Using iconv to convert strings to ISO-8859-1 in C/C++

maixl picture maixl · Nov 23, 2011 · Viewed 8.1k times · Source

I want to convert strings from the GBK character set to ISO-8859-1.

I have tried to use the iconv library, but iconv() always returns -1, and errno decodes to "Invalid or incomplete multibyte or wide character".

How can I achieve this?

Answer

caf picture caf · Nov 23, 2011

If you have opened the conversion descriptor without //TRANSLIT or //IGNORE, then iconv() will return an error when the input character cannot be represented in the target character set. Since ISO-8859-1 cannot represent most GBK characters, this is likely what is happening.

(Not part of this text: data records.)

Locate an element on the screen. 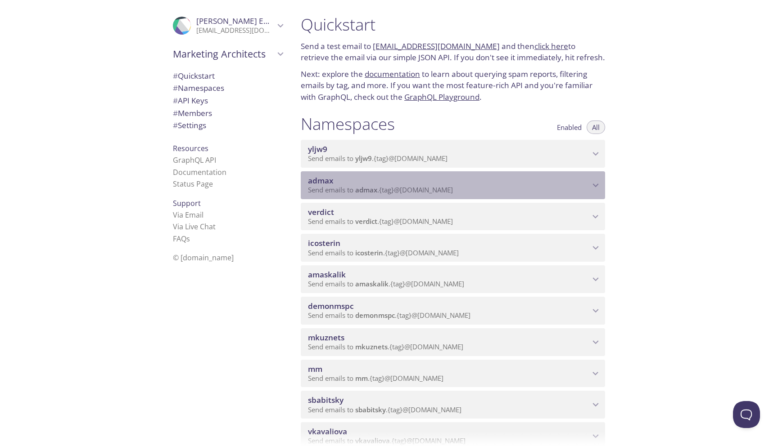  div: amaskalik namespace is located at coordinates (453, 279). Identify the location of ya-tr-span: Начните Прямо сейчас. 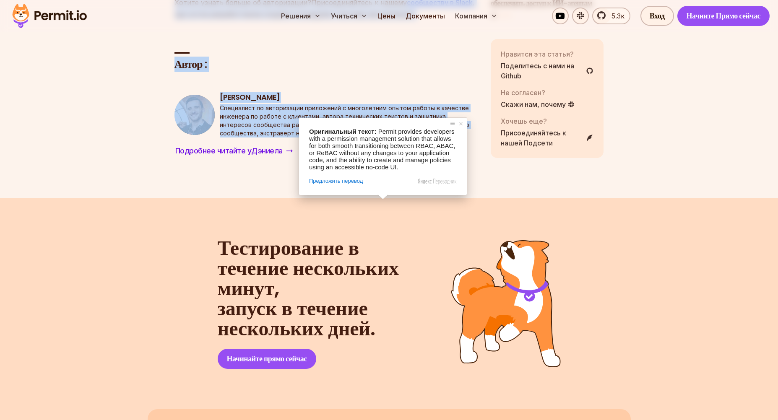
(723, 16).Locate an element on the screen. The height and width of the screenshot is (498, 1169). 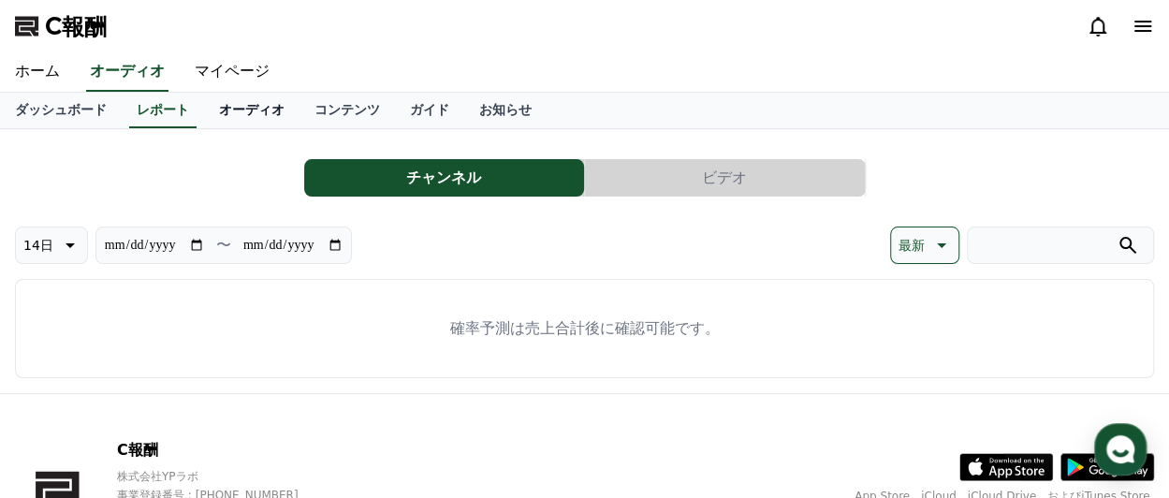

The following example works for me:

#include <stdio.h>
#include <string.h>
#include <iconv.h>

int main()
{
    char *gbk_str = "GBK \xB5\xE7\xCA\xD3\xBB\xFA";
    char dest_str[100];
    char *out = dest_str;
    size_t inbytes = strlen(gbk_str);
    size_t outbytes = sizeof dest_str;
    iconv_t conv = iconv_open("ISO-8859-1//TRANSLIT", "GBK");

    if (conv == (iconv_t)-1) {
        perror("iconv_open");
        return 1;
    }

    if (iconv(conv, &gbk_str, &inbytes, &out, &outbytes) == (size_t)-1) {
        perror("iconv");
        return 1;
    }

    dest_str[sizeof dest_str - outbytes] = 0;
    puts(dest_str);

    return 0;
}

(I hope that GBK string isn't obscene, I have no idea what it means!)